Marasmius quercophilus
Ceska Mykol. 36: 1. 1982.
Common Name: none
Cap 2-5 mm broad, convex, broadly so to plane in age, occasionally with the disc depressed; margin decurved, sometimes becoming plane, often sulcate; surface minutely pruinose (use hand lens), striate wrinkled to two-thirds the distance from the margin to the disc; color light-brown at the disc, pallid to cream-buff at the margin; context very thin, pallid; odor mild, taste: untried.
Gills adnexed, subdistant, moderately broad, whitish, lamellulae 1-2 seried.
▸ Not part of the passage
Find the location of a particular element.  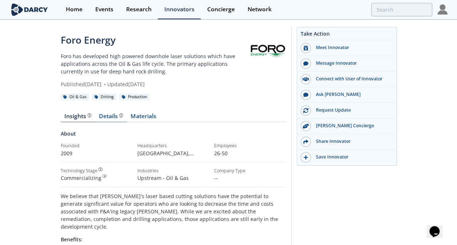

Stipe 1-2.5 cm long, less than 1 mm thick, round, hair-like, equal, sometimes flexuous; surface at apex pallid to pale vinaceous-brown, sparsely pruinose, elsewhere glabrous, reddish-brown to dark-brown, instititious on leafy substrate, scattered rhizomorphs near base.
Spores 7.5-9.0 x 3-4.5 µm, ellipsoid to almond-shaped, smooth, nonamyloid, hyaline in KOH; spore print not seen.
Solitary to gregarious on rotting hardwood leaves, notably species of oak (Quercus) and tanbark oak, (Lithocarpus densiflora); fruiting shortly after the fall rains.
Unknown; too small to have culinary value.
Marasmius quercophilus fruits on oak and tanbark leaves. Often up to a dozen fruiting bodies of this Lilliputan species may occupy the same leaf. It's distinguishing macroscopic characters are a pale, striate-wrinkled, minutely pruinose cap with a brownish disc, distant gills, a mostly dark-brown polished, hair-like stipe, and a lack of distinctive odor. Like many Marasmius species, it is capable of rehydrating to its original size and shape after drying.
Desjardin, Dennis E. (1987). The Agaricales (Gilled Fungi) of California. 7. Tricholomataceae I. Marasmioid Fungi. Mad River Press: Eureka, CA. 100 p.
Desjardin, Dennis E. (1987). New and Noteworthy Marasmioid Fungi from California. Mycologia 79: 123-134.